Second Letter from James Chester to Frances Moseley

Following the Club’s refusal to help, and their challenge that I prove what happened, I set out to prove the crime. With just a little information, I then contacted the Boys Club and offered to undertake a cooperative investigation with them, which they also refused.

 

January 28, 1997

Dear Mrs. Moseley:

On September 16, 1996, I sent you a plea for help based upon my discovery that I had been raped by two counselors when l attended the Stay-At-Home camp at the Charlestown clubhouse. You responded to my appeal with a request for evidence to substantiate my allegations. In the short time since, I have achieved considerable headway in my efforts to obtain that evidence.

I have found one of my rapists, and he is living on the South Shore. I have not yet confronted him, however, because I wish to record the confrontation and I have not made those arrangements. When I do, I am confident that he will lead me to the other monster who was involved in this crime because it is unlikely that he will willingly bear the blame by himself.

In addition, I have obtained the names of five counselors who were employed at the Charlestown Boys’ Club during the same two-week session that I was there, and I have begun to look for them. One of these counselors coached this individual in a sport, and I am hopeful, if he is a good man, that he will tell all he knows about this individual when I tell him what happened. But if he doesn’t, I have obtained the names and photographs of all (sic) the whole team, and I am resolved to find them as well.

Most importantly, I have obtained the names of forty-six boys who attended the camp with me. Insofar as there were only 65 campers (in five groups of thirteen each), I have identified more than half of them. Several of them are exactly my age, which means we were all in the same group and participated in the same activities at the same time. If you recall the contents of my letter, I told you that other campers had been subjected to the same brutal treatment that I received. Many of these individuals continue to reside in Charlestown. In February, I will begin interviewing them, and I am confident that I will find at least one or two who can corroborate my allegations.

Lastly, I have begun to investigate the background of my rapist. He was eighteen years old and a member of the Boys’ Club when he committed this heinous crime. I have also identified and located both his siblings and other people who grew up with him on the same affluent suburban street, and I have discovered that he was dangerously delinquent. I suspect that his parents sent him to the Boys’ Club for rehabilitation. If that was the case, it makes no sense that he would have been made a counselor and given unsupervised custody of much younger children, as he was. I suspect that therein lies the error from which so much pain and misery resulted. But there is much still to be discovered.

My investigation has been very successful, and it is very satisfying to see the pieces of this puzzle come together. One of the pieces that puzzled me the most was the peculiar method of torture that these men inflicted upon us. Where, for instance, did they get the idea to make us sing songs for them? In the early ’60s, WBZ created a show called Community Opticians (later to be called Community Auditions) for the express purpose of showcasing the Boys’ Club. On Thursdays, which was one of the two days in the week that we did not go on field trips, we were encouraged to audition for the show by individually singing songs before an audience of fellow members in the Game Room. That’s where they got the idea.

Soon, I will have irrefutable evidence that these two men raped me — as they did.

As I have told you, my deepest and only wish is to confront the demons that this assault left in me so that I may finally put them to rest and begin a life free of the pain and terror that I have endured for more than three decades. I think it is entirely right and fitting that the Boys’ Club should help me in my efforts to do this. I believe your organization has an ironclad moral obligation to lend me assistance, and I do not accept any argument that this obligation is diminished by anything.

I am writing you now to respectfully ask that you declare your intent in this matter.

If I prove my allegations, do you intend to help me — or not? In your response, you were ambiguous on this point. On the one hand, you seemed to offer me reconsideration in light of substantial evidence. But, in the next sentence, you state unequivocally that you do not have the funds to assist me.

I put this question to you as a matter of concern to both of us.

I would appreciate a timely response.

Sincerely,
[signed]
James Chester

Follow Up
The Boys Club never responded to this offer of proof, but they requested a meeting with me.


Could you give back exactly the lines below from the one with "Image is 868x424 pixels." through the one with "Image is 980x499 pixels.", without a single picture?

[Dataset extract]

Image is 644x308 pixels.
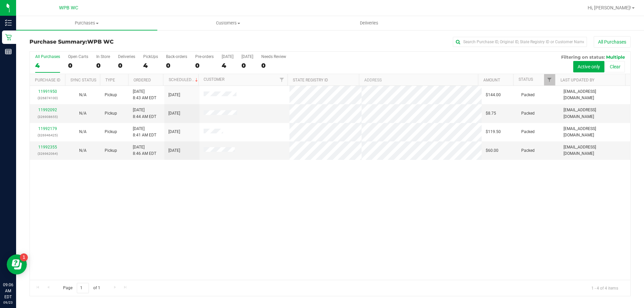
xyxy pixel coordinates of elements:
a: Type [105,78,115,82]
span: Pickup [104,147,117,154]
span: Pickup [104,110,117,117]
button: Active only [574,61,605,73]
button: Clear [605,61,625,73]
inline-svg: Reports [5,48,12,55]
span: Hi, [PERSON_NAME]! [588,5,631,10]
a: Filter [276,74,288,85]
span: [EMAIL_ADDRESS][DOMAIN_NAME] [564,126,626,138]
span: [DATE] 8:44 AM EDT [133,107,156,120]
span: [EMAIL_ADDRESS][DOMAIN_NAME] [564,144,626,157]
h3: Purchase Summary: [30,39,230,45]
div: Back-orders [166,54,187,59]
a: Deliveries [299,16,440,30]
a: Filter [545,74,555,85]
span: Packed [522,129,535,135]
div: 0 [118,61,135,70]
span: Filtering on status: [562,54,605,60]
div: Open Carts [68,54,88,59]
span: [EMAIL_ADDRESS][DOMAIN_NAME] [564,89,626,101]
span: $144.00 [486,92,501,98]
span: Not Applicable [79,148,87,153]
button: N/A [79,110,87,117]
span: Customers [158,20,299,26]
a: 11992179 [39,127,57,131]
input: 1 [77,283,89,293]
p: (326908655) [34,114,61,120]
span: Pickup [104,92,117,98]
span: Purchases [16,20,157,26]
a: Last Updated By [561,78,594,82]
span: WPB WC [59,5,79,10]
div: 0 [196,61,213,70]
input: Search Purchase ID, Original ID, State Registry ID or Customer Name... [453,37,587,47]
div: 4 [36,61,60,70]
div: All Purchases [36,54,60,59]
a: Scheduled [169,78,199,82]
div: 0 [68,61,88,70]
div: 0 [96,61,110,70]
span: 1 - 4 of 4 items [586,283,624,293]
span: [DATE] 8:46 AM EDT [133,144,156,157]
a: 11992092 [39,107,57,113]
span: Packed [522,92,535,98]
span: Not Applicable [79,111,87,116]
span: Page of 1 [57,283,106,293]
a: Customer [204,77,225,81]
button: N/A [79,92,87,98]
button: N/A [79,129,87,135]
span: Not Applicable [79,93,87,97]
span: [DATE] [168,92,180,98]
inline-svg: Retail [5,34,12,41]
a: State Registry ID [293,78,328,82]
a: Status [519,77,534,81]
div: 4 [143,61,158,70]
a: Customers [157,16,299,30]
iframe: Resource center unread badge [20,253,28,261]
th: Address [359,74,478,86]
div: [DATE] [222,54,233,59]
inline-svg: Inventory [5,19,12,26]
p: 09/23 [3,300,13,305]
div: Deliveries [118,54,135,59]
p: (326962064) [34,150,61,157]
span: $60.00 [486,147,499,154]
span: [DATE] [168,110,180,117]
button: N/A [79,147,87,154]
span: $119.50 [486,129,501,135]
span: $8.75 [486,110,497,117]
a: Sync Status [70,78,96,82]
div: 0 [242,61,253,70]
span: [DATE] 8:41 AM EDT [133,126,156,138]
span: [DATE] [168,147,180,154]
span: [EMAIL_ADDRESS][DOMAIN_NAME] [564,107,626,120]
p: 09:06 AM EDT [3,282,13,300]
div: In Store [96,54,110,59]
span: [DATE] [168,129,180,135]
div: PickUps [143,54,158,59]
span: Deliveries [351,20,388,26]
div: [DATE] [242,54,253,59]
div: 0 [166,61,187,70]
p: (326874100) [34,95,61,101]
a: Purchase ID [35,78,61,82]
span: [DATE] 8:43 AM EDT [133,89,156,101]
div: 0 [262,61,286,70]
span: WPB WC [87,38,114,45]
span: Pickup [104,129,117,135]
div: Needs Review [262,54,286,59]
iframe: Resource center [7,255,27,275]
a: Ordered [133,78,151,82]
a: 11992355 [39,145,57,150]
span: Packed [522,110,535,117]
span: Not Applicable [79,130,87,134]
button: All Purchases [594,36,631,47]
a: 11991950 [39,89,57,94]
div: Pre-orders [196,54,213,59]
a: Purchases [16,16,157,30]
span: Multiple [606,54,625,60]
a: Amount [484,78,500,82]
div: 4 [222,61,233,70]
p: (326946425) [34,132,61,138]
span: Packed [522,147,535,154]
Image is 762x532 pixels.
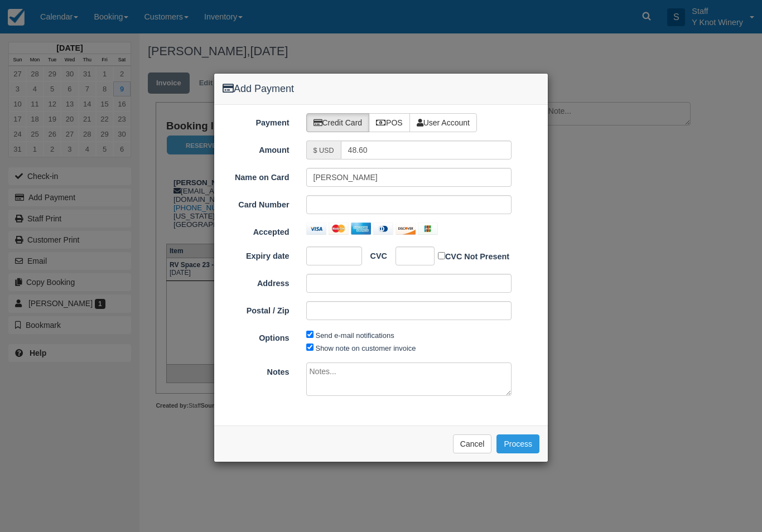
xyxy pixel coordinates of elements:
[223,82,539,97] h4: Add Payment
[215,246,298,262] label: Expiry date
[314,146,335,154] small: $ USD
[369,114,410,132] label: POS
[316,331,395,340] label: Send e-mail notifications
[316,344,416,353] label: Show note on customer invoice
[215,222,298,238] label: Accepted
[215,114,298,129] label: Payment
[215,329,298,344] label: Options
[215,274,298,290] label: Address
[403,250,420,262] iframe: Secure CVC input frame
[314,250,347,262] iframe: Secure expiration date input frame
[307,114,370,132] label: Credit Card
[496,434,539,454] button: Process
[410,114,477,132] label: User Account
[215,141,298,156] label: Amount
[215,168,298,183] label: Name on Card
[341,141,512,159] input: Valid amount required.
[438,250,509,262] label: CVC Not Present
[438,252,445,259] input: CVC Not Present
[215,195,298,211] label: Card Number
[453,434,492,454] button: Cancel
[314,199,505,210] iframe: Secure card number input frame
[215,362,298,378] label: Notes
[362,246,387,262] label: CVC
[215,301,298,317] label: Postal / Zip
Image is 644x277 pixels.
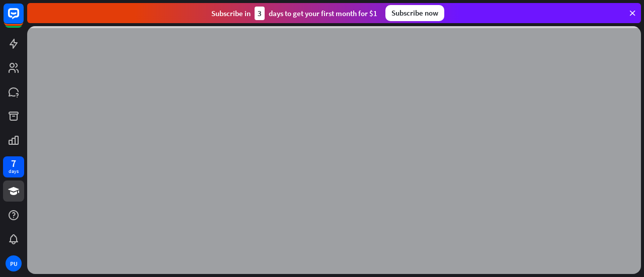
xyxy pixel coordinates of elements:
[5,255,22,272] div: PU
[385,5,444,21] div: Subscribe now
[3,156,24,177] a: 7 days
[11,159,16,168] div: 7
[211,7,378,20] div: Subscribe in days to get your first month for $1
[9,168,18,175] div: days
[255,7,265,20] div: 3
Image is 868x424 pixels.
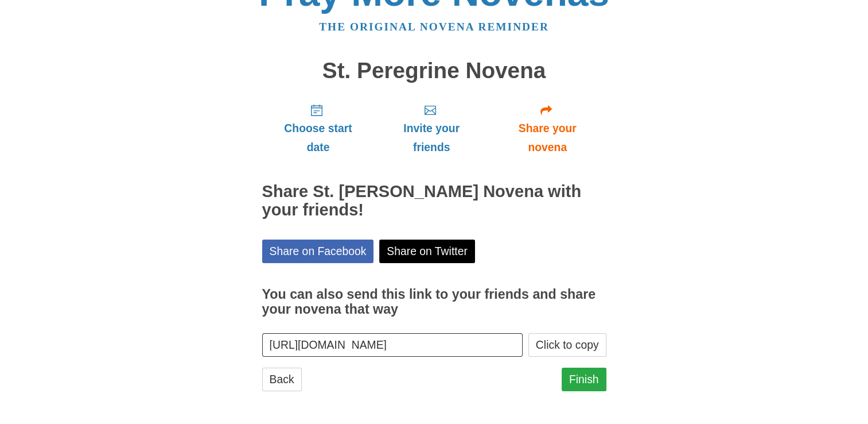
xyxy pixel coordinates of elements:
[562,367,606,391] a: Finish
[262,183,606,219] h2: Share St. [PERSON_NAME] Novena with your friends!
[380,239,475,263] a: Share on Twitter
[529,333,606,356] button: Click to copy
[374,94,488,163] a: Invite your friends
[262,59,606,83] h1: St. Peregrine Novena
[262,367,302,391] a: Back
[274,119,363,157] span: Choose start date
[262,287,606,316] h3: You can also send this link to your friends and share your novena that way
[385,119,477,157] span: Invite your friends
[319,21,549,32] a: The original novena reminder
[262,239,374,263] a: Share on Facebook
[500,119,594,157] span: Share your novena
[262,94,375,163] a: Choose start date
[488,94,606,163] a: Share your novena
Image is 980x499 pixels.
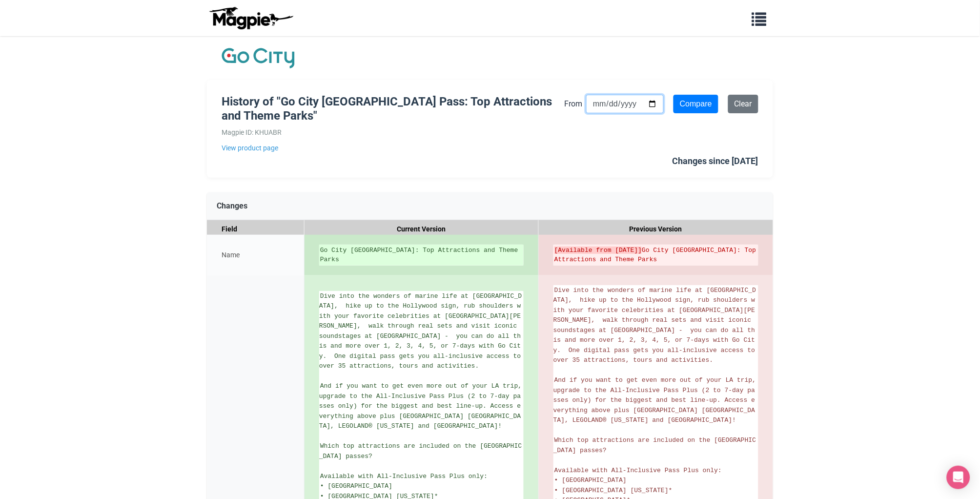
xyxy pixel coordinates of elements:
[554,286,759,364] span: Dive into the wonders of marine life at [GEOGRAPHIC_DATA], hike up to the Hollywood sign, rub sho...
[319,382,526,429] span: And if you want to get even more out of your LA trip, upgrade to the All-Inclusive Pass Plus (2 t...
[554,436,756,454] span: Which top attractions are included on the [GEOGRAPHIC_DATA] passes?
[207,192,773,220] div: Changes
[947,465,970,489] div: Open Intercom Messenger
[555,466,722,474] span: Available with All-Inclusive Pass Plus only:
[207,235,304,276] div: Name
[564,97,582,110] label: From
[555,487,672,494] span: • [GEOGRAPHIC_DATA] [US_STATE]*
[555,246,642,254] strong: [Available from [DATE]]
[207,220,304,238] div: Field
[320,473,488,480] span: Available with All-Inclusive Pass Plus only:
[207,7,294,29] img: logo-ab69f6fb50320c5b225c76a69d11143b.png
[222,95,564,123] h1: History of "Go City [GEOGRAPHIC_DATA] Pass: Top Attractions and Theme Parks"
[728,95,758,113] a: Clear
[555,476,627,483] span: • [GEOGRAPHIC_DATA]
[222,46,294,70] img: Company Logo
[555,245,757,264] del: Go City [GEOGRAPHIC_DATA]: Top Attractions and Theme Parks
[222,127,564,137] div: Magpie ID: KHUABR
[672,155,758,169] div: Changes since [DATE]
[320,483,393,489] span: • [GEOGRAPHIC_DATA]
[319,443,522,460] span: Which top attractions are included on the [GEOGRAPHIC_DATA] passes?
[320,245,523,264] ins: Go City [GEOGRAPHIC_DATA]: Top Attractions and Theme Parks
[539,220,773,238] div: Previous Version
[304,220,539,238] div: Current Version
[673,95,718,113] input: Compare
[319,292,524,370] span: Dive into the wonders of marine life at [GEOGRAPHIC_DATA], hike up to the Hollywood sign, rub sho...
[222,142,564,153] a: View product page
[554,376,760,424] span: And if you want to get even more out of your LA trip, upgrade to the All-Inclusive Pass Plus (2 t...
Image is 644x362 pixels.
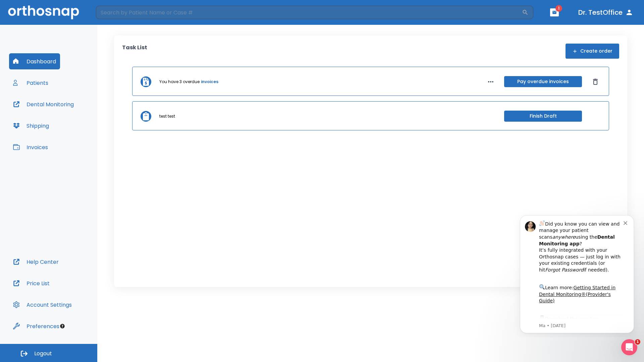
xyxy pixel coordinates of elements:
[201,79,218,85] a: invoices
[576,7,637,19] button: Dr. TestOffice
[29,107,89,119] a: App Store
[9,139,52,155] button: Invoices
[590,76,601,87] button: Dismiss
[505,111,582,122] button: Finish Draft
[9,254,63,270] button: Help Center
[122,44,147,59] p: Task List
[566,44,620,59] button: Create order
[59,323,65,329] div: Tooltip anchor
[9,297,76,313] button: Account Settings
[510,209,644,338] iframe: Intercom notifications message
[9,318,64,334] button: Preferences
[29,105,114,139] div: Download the app: | ​ Let us know if you need help getting started!
[556,5,563,11] span: 1
[34,350,52,357] span: Logout
[114,11,119,15] button: Dismiss notification
[29,114,114,120] p: Message from Ma, sent 5w ago
[160,113,175,120] p: test test
[96,6,522,19] input: Search by Patient Name or Case #
[9,275,54,291] button: Price List
[9,75,52,91] button: Patients
[8,6,79,19] img: Orthosnap
[9,54,60,69] button: Dashboard
[621,339,637,355] iframe: Intercom live chat
[160,79,199,85] p: You have 3 overdue
[9,118,53,133] button: Shipping
[9,96,78,112] button: Dental Monitoring
[635,339,641,345] span: 1
[505,76,582,87] button: Pay overdue invoices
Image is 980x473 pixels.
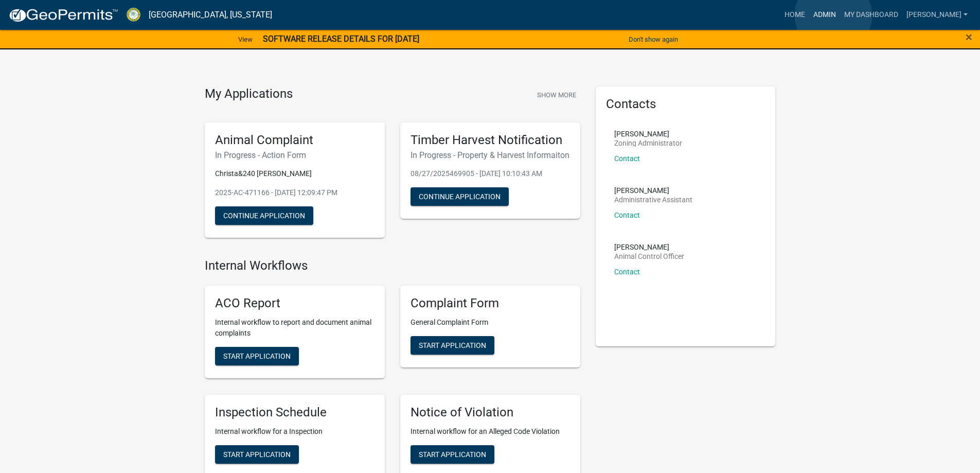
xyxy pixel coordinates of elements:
[614,268,640,276] a: Contact
[410,151,570,160] h6: In Progress - Property & Harvest Informaiton
[614,155,640,163] a: Contact
[419,342,486,350] span: Start Application
[614,187,693,194] p: [PERSON_NAME]
[215,296,375,311] h5: ACO Report
[614,244,685,251] p: [PERSON_NAME]
[410,296,570,311] h5: Complaint Form
[809,5,840,25] a: Admin
[410,426,570,437] p: Internal workflow for an Alleged Code Violation
[224,353,291,361] span: Start Application
[410,336,494,355] button: Start Application
[614,196,693,203] p: Administrative Assistant
[410,317,570,328] p: General Complaint Form
[215,405,375,420] h5: Inspection Schedule
[410,133,570,148] h5: Timber Harvest Notification
[127,8,140,22] img: Crawford County, Georgia
[224,450,291,459] span: Start Application
[215,207,313,225] button: Continue Application
[215,347,299,366] button: Start Application
[410,446,494,464] button: Start Application
[215,317,375,339] p: Internal workflow to report and document animal complaints
[215,188,375,199] p: 2025-AC-471166 - [DATE] 12:09:47 PM
[614,130,683,138] p: [PERSON_NAME]
[419,450,486,459] span: Start Application
[234,31,256,48] a: View
[903,5,972,25] a: [PERSON_NAME]
[215,151,375,160] h6: In Progress - Action Form
[204,86,293,102] h4: My Applications
[614,253,685,260] p: Animal Control Officer
[204,259,581,273] h4: Internal Workflows
[533,86,581,103] button: Show More
[215,446,299,464] button: Start Application
[606,97,765,112] h5: Contacts
[614,140,683,146] p: Zoning Administrator
[624,31,683,48] button: Don't show again
[263,34,419,44] strong: SOFTWARE RELEASE DETAILS FOR [DATE]
[966,31,972,43] button: Close
[215,133,375,148] h5: Animal Complaint
[148,6,272,24] a: [GEOGRAPHIC_DATA], [US_STATE]
[780,5,809,25] a: Home
[410,405,570,420] h5: Notice of Violation
[840,5,903,25] a: My Dashboard
[410,168,570,179] p: 08/27/2025469905 - [DATE] 10:10:43 AM
[215,168,375,179] p: Christa&240 [PERSON_NAME]
[966,30,972,44] span: ×
[410,188,509,206] button: Continue Application
[614,211,640,219] a: Contact
[215,426,375,437] p: Internal workflow for a Inspection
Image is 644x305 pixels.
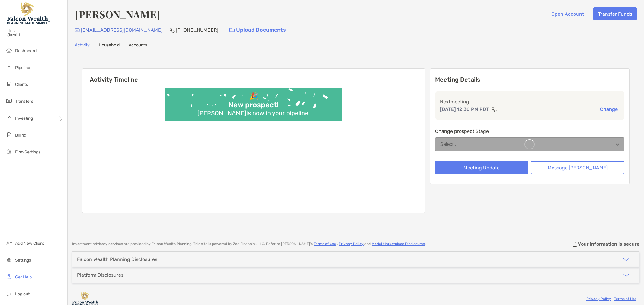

[/Dataset extract]

Answer box:
Image is 868x424 pixels.
xyxy pixel coordinates of elements:
[562,367,606,391] a: Finish
[262,183,606,219] h2: Share St. [PERSON_NAME] Novena with your friends!
[380,239,475,263] a: Share on Twitter
[529,333,606,356] button: Click to copy
[374,94,488,163] a: Invite your friends
[262,59,606,83] h1: St. Peregrine Novena
[262,367,302,391] a: Back
[274,119,363,157] span: Choose start date
[262,287,606,316] h3: You can also send this link to your friends and share your novena that way
[385,119,477,157] span: Invite your friends
[319,21,549,32] a: The original novena reminder
[262,239,374,263] a: Share on Facebook
[500,119,594,157] span: Share your novena
[262,94,375,163] a: Choose start date
[488,94,606,163] a: Share your novena
Image is 980x499 pixels.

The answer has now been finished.